For a deeper category-level breakdown, read our roundup of the best policy search tools for insurance agents, which compares PolicyIQ against the alternatives across these dimensions and others. For how the search actually works under the hood, see how AI answers insurance policy questions in seconds.
The Honest Version
We almost lost a pilot agency to ChatGPT because we shipped a confident wrong answer. We took that personally and rebuilt the pipeline around a citation validator that makes fabricated citations impossible to ship. The agency stayed. The agent who flagged it is still using PolicyIQ daily.
That doesn't mean we'll never get an answer wrong.
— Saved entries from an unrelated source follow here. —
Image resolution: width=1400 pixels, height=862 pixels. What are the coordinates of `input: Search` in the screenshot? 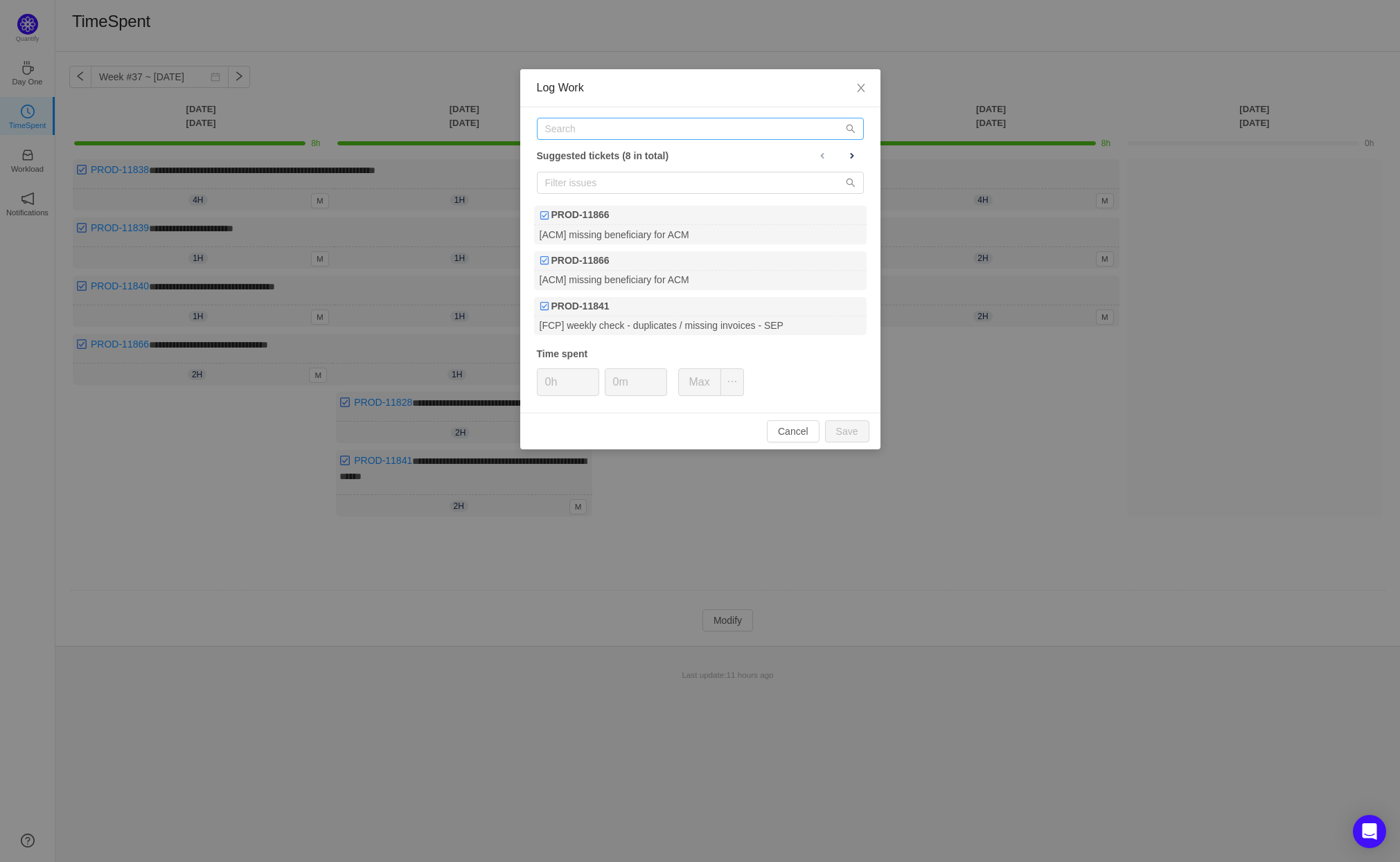 It's located at (700, 129).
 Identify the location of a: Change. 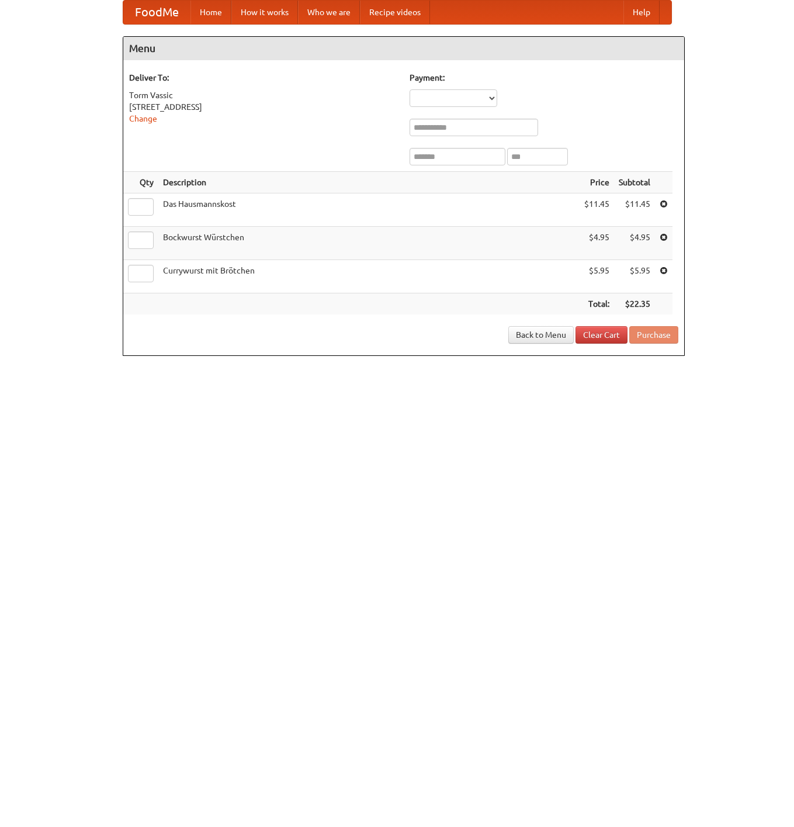
(143, 119).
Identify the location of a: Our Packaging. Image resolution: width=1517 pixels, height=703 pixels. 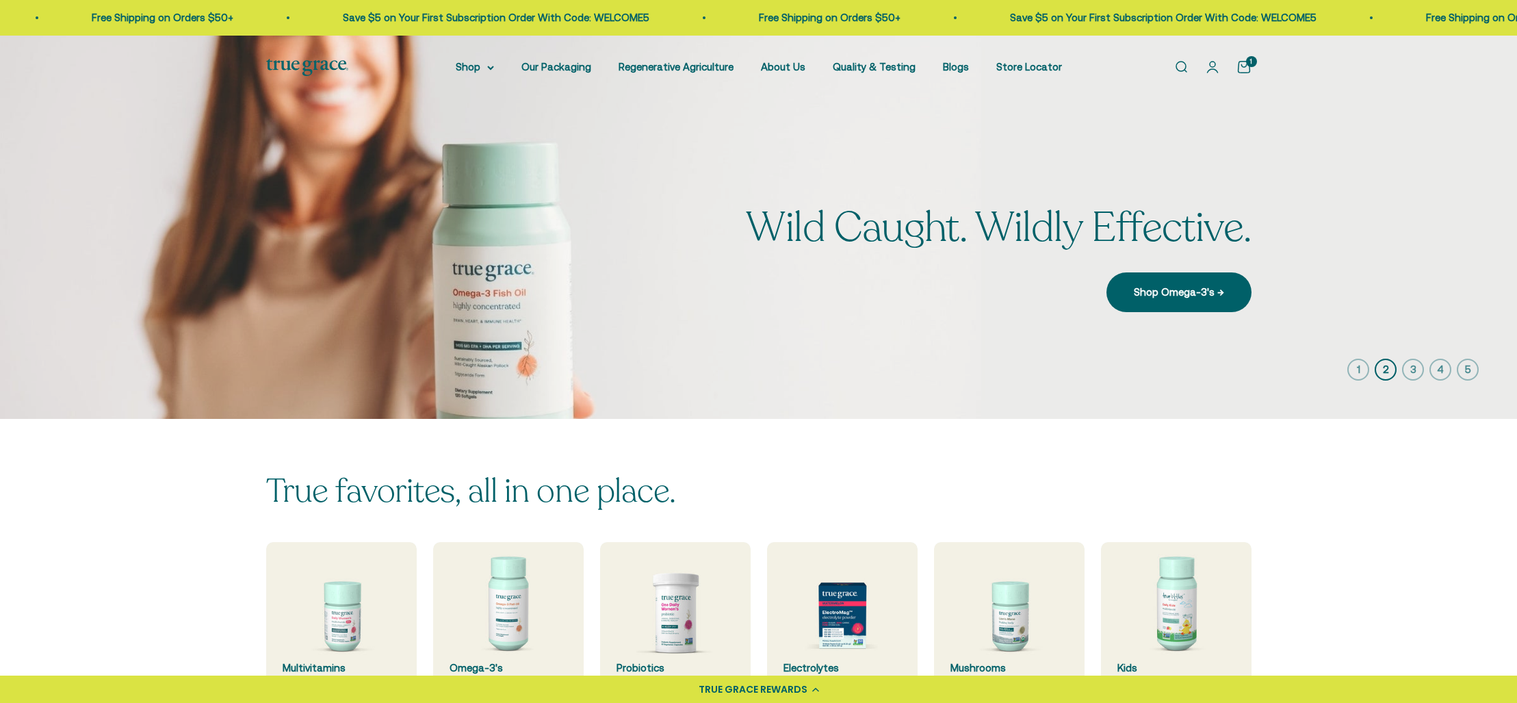
(556, 66).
It means when we do, the failure mode is "I can't answer that from your library" — not "according to Form CG 00 01, which actually doesn't say what I just quoted."
If you want to see PolicyIQ v2 in action, read the full overview and pricing or try the live demo. If you'd rather talk through whether it fits your agency, book a 30-minute discovery call — we'll be honest about when PolicyIQ is the right tool and when something else is.
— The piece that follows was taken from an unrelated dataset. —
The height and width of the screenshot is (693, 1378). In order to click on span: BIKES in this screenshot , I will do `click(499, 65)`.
And if your agency is still on the "let's just use ChatGPT" path, that's the conversation we'd love to have. The free Stop Digging Through PDFs guide is a fine starting point either way.
Common Questions About AI Citations
Can ChatGPT cite the wrong insurance policy?
Yes — and it can do it confidently. ChatGPT-in-a-project will happily generate a paragraph that looks like a citation from your uploaded form, even when the cited language doesn't actually appear on the cited page. It has no gate that verifies the snippet against the document before showing it to your agent.
What is a citation validator?
Plain-code logic that runs after the AI writes its answer and before your agent sees it. The validator takes every citation the AI produced — document, page, and snippet — and checks the snippet word-for-word against the actual text on that page. If the snippet doesn't match, the answer is killed and replaced with a fallback. Fabricated citations cannot ship.
Why does PolicyIQ verify citations when ChatGPT doesn't?
Because we built PolicyIQ for insurance agents, and a confident wrong citation in front of a client costs more than the time the AI saved. ChatGPT is a general-purpose tool. It's optimized for fluent text, not for grounded citations in an agency setting. Adding a deterministic validator means we accept some answers that say 'I can't answer that from your library' in exchange for never quoting language that isn't really in the policy.
What happens if PolicyIQ can't find the answer in our documents?
PolicyIQ gives the agent a senior-P&C-style answer behind a clear "outside your uploaded policy documents" banner — so they're not dead-ended on the call. The question is also logged in the gap report so admins can see what's missing from the document library and which policies to upload next.
Is ChatGPT-in-a-project good enough for an insurance agency?
It depends on what you'll accept. ChatGPT-in-a-project handles a single user, doesn't verify citations against your forms, doesn't anchor citations to a specific page in the PDF, and stays trapped on one laptop. For a solo producer doing low-stakes research, it can work. For a multi-producer agency that needs cited answers in front of clients, shared knowledge across the team, and admin visibility into what's being asked, it isn't built for the job.